Marketing Procurement faces unique challenges, largely influenced by cost, speed, and technology. But it’s time for them to stand up and take the lead of a function that can deliver impactful results to a business.
Marketing Procurement teams are navigating an unruly world, with rising costs, continuing economic volatility and significant geopolitical uncertainty to contend with. Added to these factors are changing marketing and brand needs, shifting agency goalposts and the rise of intelligent technologies.
Successful teams are embracing innovative and intuitive approaches that allow them to lead from the front with strategic approaches and innovative thinking.
The complexities facing Marketing Procurement
There are several challenges that differentiate the challenges experienced by Marketing Procurement teams:
- Speed. Marketing has to move quickly to respond to market conditions and conventional Procurement approaches can be too slow for their needs.
- Technology. Digital tools and capabilities are evolving at immense speeds, bringing with them new ways of working and approaching Procurement. However, new platforms and trends are also moving extremely quickly, putting pressure on Marketing and Procurement to stay ahead.
- Suppliers. As Marketing disciplines continue to blur the lines between who does what, so do Procurement teams struggle to find the right agencies to represent changing brand needs. It is becoming increasingly difficult to segment agencies against these blurring lines.
- Standardization. Every agency is different, and every campaign has its own requirements, and this makes it challenging to implement metrics and measurements that are accurate across the board.
- AI. The World Federation of Advertisers (WFA) Skills in Marketing Procurement Survey found that skills have become the new currency. It’s an interesting insight at a time when artificial intelligence (AI) is proving increasingly invaluable but introducing concerns around job security.
Creating innovation in Marketing Procurement
Forward-thinking Procurement professionals are reframing these challenges as opportunities. Using data, insights, smart tools and innovative thinking, they’re moving the goalposts and providing deeper support to Marketing teams.
- Resilience. As the WFA survey highlighted, Marketing Procurement teams are becoming increasingly diverse, adapting to changing market needs, and recognizing that resilience is shaped by being open to constant learning and recognizing that the skills needed for tomorrow are still being defined.
- Data. Market data and benchmarking tools give Marketing Procurement a window into Marketing performance and requirements. These tools give professionals the ability to more deftly navigate agency costs, evaluate deliverables and measure internal efficiencies.
- Strategic. Effective Marketing Procurement leaders think of themselves as strategic partners not as inhibitors. Their insights and skills help Marketing teams refine their approaches and make more informed choices.
- Optimized. The goal for Marketing Procurement isn’t to cut costs at, well, all costs. It is to get the most value from every dollar spent and this value is found in optimized agency relationships and ensuring savings are reinvested into testing, expanding campaigns and developing innovative Marketing approaches.
- Collaborative. When Marketing and Marketing Procurement collaborate, the brand benefits because shared understanding equates to shared financial responsibility and performance.
Which neatly leads to Marketing Procurement’s inherent role in creating metrics for success.
Building bridges between innovation and measurement
Marketing Procurement is key to building performance metrics that provide brands with essential visibility.
The RightSpend x ISBA Future of Agency Remuneration survey found that many brands don’t feel they are getting value from their agencies, and equally many don’t know exactly how to effectively measure success. This presents a significant opportunity for Marketing Procurement to mold their own processes and measurements.
- Move beyond cost savings. Traditionally, Marketing budget management has focused on cost reductions which tend to have a negative impact on creativity and innovation. Marketing Procurement can use data and insights to instead move the metrics beyond just savings and into innovation, reach and engagement.
- Focus on ROMI. Return on Marketing Investment (ROMI) is a trusted approach to measuring the effectiveness of Marketing initiatives as it examines multiple metrics across both immediate campaign results and long-term brand building investments.
- Develop customized KPIs. Establishing key performance indicators (KPIs) using data that’s relevant to your industry and brand means you can implement tracking that’s appropriate. Ultimately, there’s no one perfect set of Marketing Procurement metrics, but ones created within the brand can improve agency relationships, enhance decision-making, and support Marketing initiatives more effectively.
- Embracing AI. As a complementary tool, AI can be wielded by Marketing Procurement to complement their human skillsets rather than replace them. When used correctly, AI has the potential to support the development of specific KPIs, assist with spend analysis, unpack performance management and empower Marketing Procurement to make more strategic decisions.
In conclusion
By leading from the front, Marketing Procurement can balance financial responsibility with creative innovation and skills development. Embracing data-driven decision making, collaborative relationships and strategic technologies puts them firmly on the road of value creator rather than cost cutter.
RightSpend’s capabilities supports Marketing Procurement’s path to transformation, allowing teams to harness data and insights and transform processes. With these tools, Marketing Procurement steps out of the back office and firmly into the role of strategic enabler.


▸ Problem statement
Retype every line of the data, keeping each word exactly.

Start of Records provided

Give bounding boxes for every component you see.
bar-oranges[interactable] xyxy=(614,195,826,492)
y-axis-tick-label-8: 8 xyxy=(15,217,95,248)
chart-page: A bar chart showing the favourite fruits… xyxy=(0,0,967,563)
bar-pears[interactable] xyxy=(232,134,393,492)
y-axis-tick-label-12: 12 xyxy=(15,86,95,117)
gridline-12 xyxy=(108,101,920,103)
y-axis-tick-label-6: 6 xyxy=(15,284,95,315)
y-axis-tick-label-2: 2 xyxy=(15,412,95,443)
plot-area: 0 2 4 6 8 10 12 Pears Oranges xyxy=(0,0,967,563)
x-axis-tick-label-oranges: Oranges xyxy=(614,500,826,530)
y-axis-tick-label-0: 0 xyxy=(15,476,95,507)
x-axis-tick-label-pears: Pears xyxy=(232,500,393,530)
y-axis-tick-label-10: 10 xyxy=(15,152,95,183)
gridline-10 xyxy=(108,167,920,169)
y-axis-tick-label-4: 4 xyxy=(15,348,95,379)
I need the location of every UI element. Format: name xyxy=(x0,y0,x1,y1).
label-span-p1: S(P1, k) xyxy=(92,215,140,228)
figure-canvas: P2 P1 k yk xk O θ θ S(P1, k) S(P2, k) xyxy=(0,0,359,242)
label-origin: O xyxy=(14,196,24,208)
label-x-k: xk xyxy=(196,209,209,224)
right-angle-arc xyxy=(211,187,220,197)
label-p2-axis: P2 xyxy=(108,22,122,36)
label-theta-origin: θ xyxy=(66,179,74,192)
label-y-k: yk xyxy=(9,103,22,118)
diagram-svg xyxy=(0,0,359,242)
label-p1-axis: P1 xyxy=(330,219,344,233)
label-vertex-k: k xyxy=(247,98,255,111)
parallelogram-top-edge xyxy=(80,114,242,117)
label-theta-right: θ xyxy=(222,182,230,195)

End of Records provided

▸ Your solution
Give bounding boxes for every component you see.
bar-oranges[interactable] xyxy=(614,195,826,492)
y-axis-tick-label-8: 8 xyxy=(15,217,95,248)
chart-page: A bar chart showing the favourite fruits… xyxy=(0,0,967,563)
bar-pears[interactable] xyxy=(232,134,393,492)
y-axis-tick-label-12: 12 xyxy=(15,86,95,117)
gridline-12 xyxy=(108,101,920,103)
y-axis-tick-label-6: 6 xyxy=(15,284,95,315)
y-axis-tick-label-2: 2 xyxy=(15,412,95,443)
plot-area: 0 2 4 6 8 10 12 Pears Oranges xyxy=(0,0,967,563)
x-axis-tick-label-oranges: Oranges xyxy=(614,500,826,530)
y-axis-tick-label-0: 0 xyxy=(15,476,95,507)
x-axis-tick-label-pears: Pears xyxy=(232,500,393,530)
y-axis-tick-label-10: 10 xyxy=(15,152,95,183)
gridline-10 xyxy=(108,167,920,169)
y-axis-tick-label-4: 4 xyxy=(15,348,95,379)
I need the location of every UI element. Format: name xyxy=(x0,y0,x1,y1).
label-span-p1: S(P1, k) xyxy=(92,215,140,228)
figure-canvas: P2 P1 k yk xk O θ θ S(P1, k) S(P2, k) xyxy=(0,0,359,242)
label-origin: O xyxy=(14,196,24,208)
label-x-k: xk xyxy=(196,209,209,224)
right-angle-arc xyxy=(211,187,220,197)
label-p2-axis: P2 xyxy=(108,22,122,36)
label-theta-origin: θ xyxy=(66,179,74,192)
label-y-k: yk xyxy=(9,103,22,118)
diagram-svg xyxy=(0,0,359,242)
label-p1-axis: P1 xyxy=(330,219,344,233)
label-vertex-k: k xyxy=(247,98,255,111)
parallelogram-top-edge xyxy=(80,114,242,117)
label-theta-right: θ xyxy=(222,182,230,195)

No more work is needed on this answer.